May 2022
These cold cases across Canada continue to baffle detectives, but armed with cutting-edge technology, breakthroughs remain a possibility.
www.readersdigest.ca
By Luc Rinaldi, Reader's Digest Canada
''With the help of cutting-edge technology, amateur and professional detectives are trying to crack these unsolved mysteries once and for all.''
The Missing Daughter
New Liskeard, Ontario | 1996
A teenager decides to walk home alone and is never seen again
''Nothing bad seemed to happen in New Liskeard, a small lakeside town in northeastern Ontario, until one September evening in 1996, when Mélanie Ethier—a 15-year-old who had recently told her best friend she wanted to become a teacher—went to her friend Ryan Chatwin’s house to watch the thriller
Sudden Death. Around 1:30 a.m., Ethier said good night. On another day, she likely would have called home for a ride, but her house’s land line had been cut off; her family was behind on the bill. So she chose to walk alone. It was roughly a kilometre to her house.
According to one unproven witness account, when Ethier crossed a bridge along her route, two men pulled up beside her in a car and, after talking to them, she got in the car and it drove away. The next morning, her mother, Celine, discovered that Ethier never made it home. She reported her missing later that day. The town went on high alert. Police questioned Ethier’s friends and relatives. Volunteers combed the area around her route. A search-and-rescue unit checked the river. No one could find her.
Over the following years, police received 700 tips from more than 500 people. Theories abounded: that her father had kidnapped her (he wasn’t even in town at the time); that she’d been killed by a man named Denis Léveillé who, at the time of Ethier’s disappearance, was dating her mom’s friend (he had allegedly previously assaulted another teen girl); or that it had been white supremacists (Ethier was one of the few Black girls in town).
Yet no suspect was charged. In 2021, an episode of CBC’s true-crime podcast The Next Call inspired a new witness to come forward. For reasons that police won’t disclose, the man pointed them to a wooded area 10 kilometres from Ethier’s last known whereabouts, and in October, police searched it with dogs and drones. Still, no answers.
Celine accepts that her daughter is dead, but she hasn’t given up on finding her body. “Then I feel I’ll be able to move on,” she has said. “I believe Mélanie deserves to be found. She’s not just garbage that you throw to the side of the road.”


#### What you have to do:
Tally the lines below that include "with" and give only the total.

Records from a dataset
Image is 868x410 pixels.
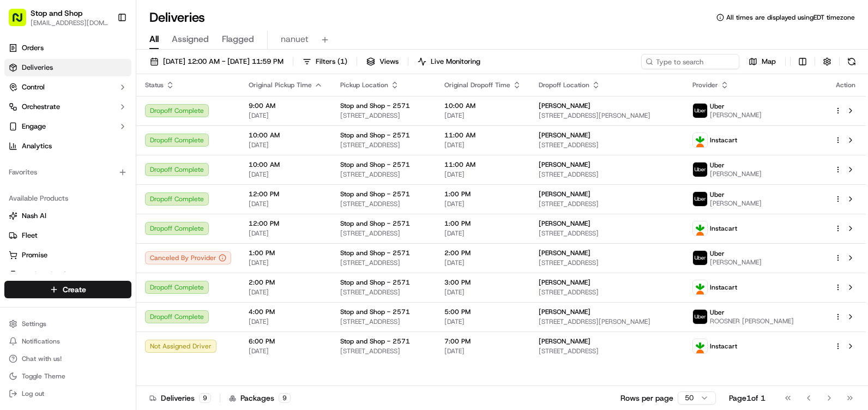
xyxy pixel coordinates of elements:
[710,199,762,208] span: [PERSON_NAME]
[4,351,131,366] button: Chat with us!
[4,281,131,298] button: Create
[248,308,323,316] span: 4:00 PM
[8,270,127,280] a: Product Catalog
[710,342,737,351] span: Instacart
[63,284,86,295] span: Create
[539,288,675,297] span: [STREET_ADDRESS]
[4,207,131,225] button: Nash AI
[710,249,725,258] span: Uber
[22,337,60,346] span: Notifications
[248,229,323,238] span: [DATE]
[539,131,591,140] span: [PERSON_NAME]
[163,57,283,67] span: [DATE] 12:00 AM - [DATE] 11:59 PM
[4,227,131,244] button: Fleet
[199,393,211,403] div: 9
[337,57,348,67] span: ( 1 )
[316,57,348,67] span: Filters
[279,393,291,403] div: 9
[4,59,131,76] a: Deliveries
[444,160,521,169] span: 11:00 AM
[340,259,427,267] span: [STREET_ADDRESS]
[693,103,707,118] img: profile_uber_ahold_partner.png
[539,111,675,120] span: [STREET_ADDRESS][PERSON_NAME]
[340,170,427,179] span: [STREET_ADDRESS]
[248,288,323,297] span: [DATE]
[340,308,410,316] span: Stop and Shop - 2571
[710,190,725,199] span: Uber
[248,278,323,287] span: 2:00 PM
[444,317,521,326] span: [DATE]
[340,229,427,238] span: [STREET_ADDRESS]
[444,347,521,356] span: [DATE]
[22,122,46,131] span: Engage
[444,249,521,258] span: 2:00 PM
[693,163,707,177] img: profile_uber_ahold_partner.png
[444,190,521,198] span: 1:00 PM
[693,192,707,206] img: profile_uber_ahold_partner.png
[248,102,323,110] span: 9:00 AM
[4,386,131,402] button: Log out
[621,393,673,404] p: Rows per page
[693,281,707,294] img: profile_instacart_ahold_partner.png
[31,8,82,19] span: Stop and Shop
[444,308,521,316] span: 5:00 PM
[693,133,707,148] img: profile_instacart_ahold_partner.png
[444,131,521,140] span: 11:00 AM
[693,339,707,354] img: profile_instacart_ahold_partner.png
[340,249,410,258] span: Stop and Shop - 2571
[248,131,323,140] span: 10:00 AM
[844,54,860,70] button: Refresh
[539,308,591,316] span: [PERSON_NAME]
[248,190,323,198] span: 12:00 PM
[22,231,37,241] span: Fleet
[444,278,521,287] span: 3:00 PM
[22,372,65,381] span: Toggle Theme
[743,54,781,70] button: Map
[444,229,521,238] span: [DATE]
[710,102,725,111] span: Uber
[539,259,675,267] span: [STREET_ADDRESS]
[539,190,591,198] span: [PERSON_NAME]
[340,288,427,297] span: [STREET_ADDRESS]
[145,252,231,265] div: Canceled By Provider
[710,258,762,267] span: [PERSON_NAME]
[248,81,312,89] span: Original Pickup Time
[4,79,131,96] button: Control
[539,220,591,228] span: [PERSON_NAME]
[539,249,591,258] span: [PERSON_NAME]
[710,317,794,326] span: ROOSNER [PERSON_NAME]
[145,54,288,70] button: [DATE] 12:00 AM - [DATE] 11:59 PM
[380,57,398,67] span: Views
[22,250,47,260] span: Promise
[22,43,44,53] span: Orders
[710,136,737,145] span: Instacart
[539,337,591,346] span: [PERSON_NAME]
[693,81,718,89] span: Provider
[710,308,725,317] span: Uber
[149,8,205,26] h1: Deliveries
[340,111,427,120] span: [STREET_ADDRESS]
[340,337,410,346] span: Stop and Shop - 2571
[444,102,521,110] span: 10:00 AM
[22,82,45,92] span: Control
[340,317,427,326] span: [STREET_ADDRESS]
[22,354,62,363] span: Chat with us!
[431,57,481,67] span: Live Monitoring
[4,316,131,331] button: Settings
[539,347,675,356] span: [STREET_ADDRESS]
[340,347,427,356] span: [STREET_ADDRESS]
[727,13,855,22] span: All times are displayed using EDT timezone
[729,393,766,404] div: Page 1 of 1
[444,81,510,89] span: Original Dropoff Time
[248,200,323,209] span: [DATE]
[539,141,675,149] span: [STREET_ADDRESS]
[22,270,74,280] span: Product Catalog
[248,317,323,326] span: [DATE]
[22,320,47,328] span: Settings
[361,54,404,70] button: Views
[710,111,762,120] span: [PERSON_NAME]
[710,224,737,233] span: Instacart
[4,98,131,116] button: Orchestrate
[229,393,291,404] div: Packages
[4,118,131,135] button: Engage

#### Solution for this problem:
2